©︎ Sacrebleu Productions

22nd Animation Division Grand Prize

La Chute

Animated short film

Boris LABBÉ [France]

Outline

A short animated film inspired by Dante Alighieri’s Divine Comedy Inferno. Approximately 3,500 pieces of Indian ink and water color are digitally edited and overlaid by an original music of string orchestra fragments and electronics. The scenes are largely divided into the Earth and the Hell. There is a seed-like object, from which roots extend to create the Earth. There, life circulates as the plant and human transform into each other. The celestial beings, who look like a bird and a person, loop around in the sky. In the image plane which has unique darkness created by reversing the black and white of the ink painting, the vibrant colors in the center of the plants, people, or celestial beings, move lively, expressing the force of life. Eventually on the Earth appear tools that resemble musical instruments and buildings. Halfway into the film, the celestial beings descend to the Earth and begin destroying the activities there, disturbing the world’s order and creating chaos. Initiated by these terms, a tragic fall leads to the parturition of the crucial opposites: Hell and Heaven’s circles.
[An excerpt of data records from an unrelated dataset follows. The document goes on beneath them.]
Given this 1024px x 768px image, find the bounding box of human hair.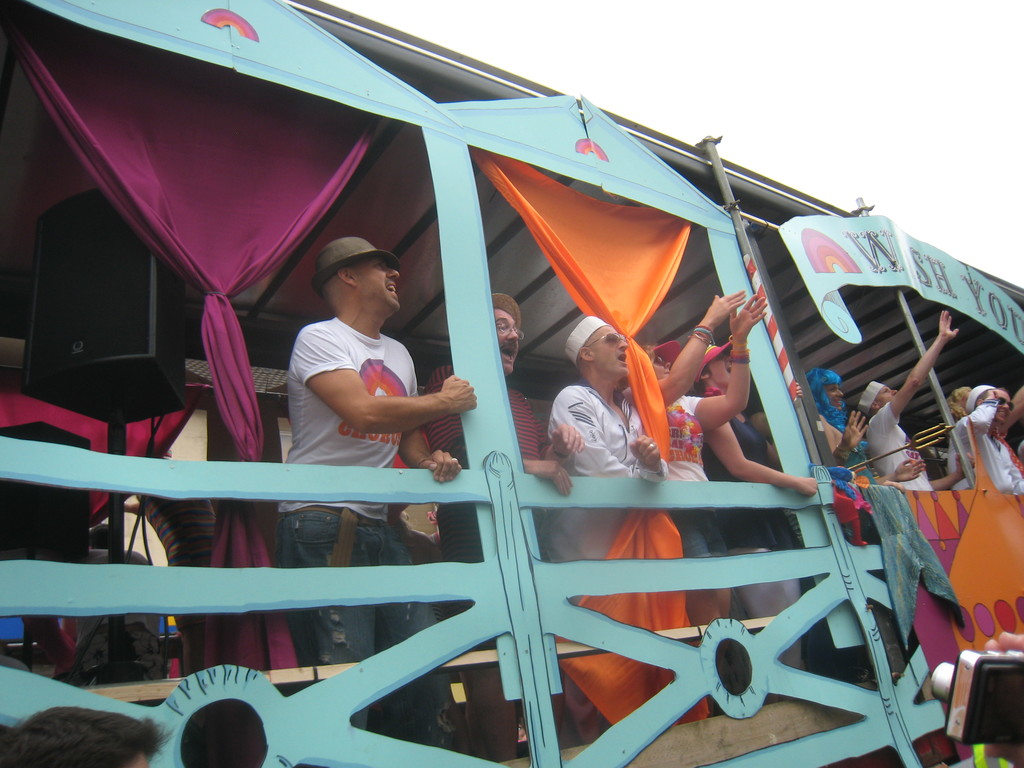
(0,705,177,767).
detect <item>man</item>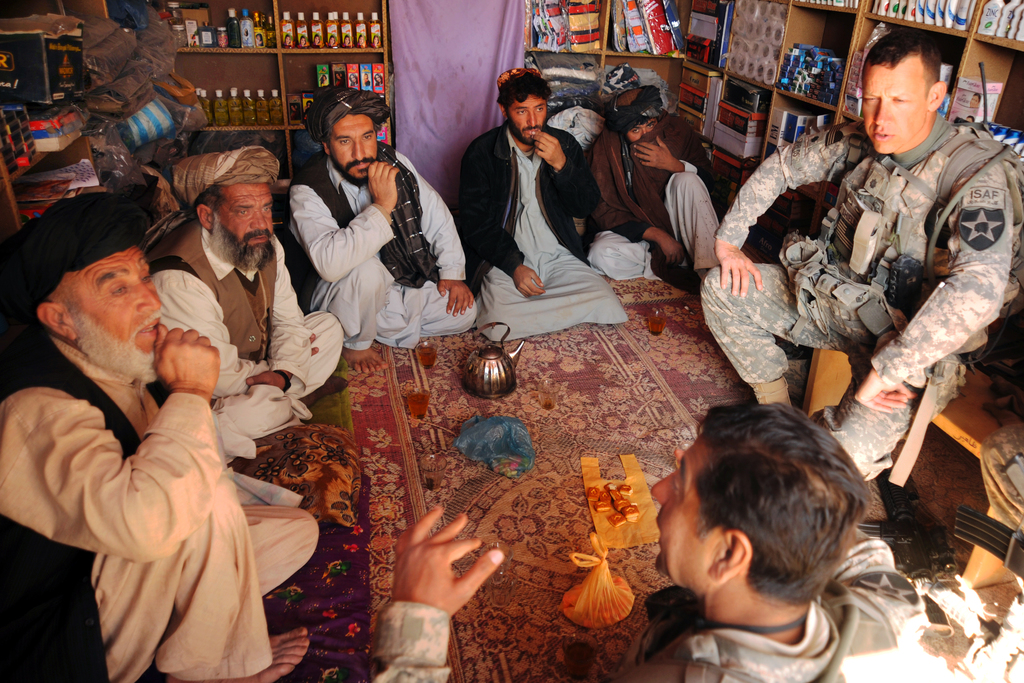
[364, 406, 948, 682]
The film, referencing the masters of the Western art history from Renaissance Sandro Botticelli to Pieter Bruegel the Elder, Francisco de Goya, and Henry Derger, depicts the grand theme of loops, metamorphoses, and degeneration and regeneration.
14 min. 22 sec.
© Sacrebleu Productions

Reason for Award

This animated short film is the ultimate piece to observe and experience emotionally. The heavy, dark, matter-of-factly depicted world is simultaneously peaceful and somewhat disturbing with the perceived refusal to see reality for what it is. The persistently repetitive expressions and the moving parts are dispersed in various spaces in a manner reminiscent of pieces of a puzzle that should be put together, and this allows the viewer to take in the picture in its entirety from a floating vantage point. Just like the visual images, the soundtrack of the film is a minimalistic and simple composition that successfully creates a unique world. The mixture of the soundtrack and the visual images further expands the mystical ambience of this world. The expressions that convey the unusual sensibility of the author are not on a level accessible to everyone, but they open up new territories to which one must resign oneself, and highlight the power and sense of presence of this film as a work of art. The approach of putting together numerous small individualities and producing an aggregate with distinct individuality generates associations with the modalities of actual human society. The author uses chaos, confusion, and harmony to create unique beauty, thus producing a smooth minimalistic animated film with an extremely high level of accomplishment.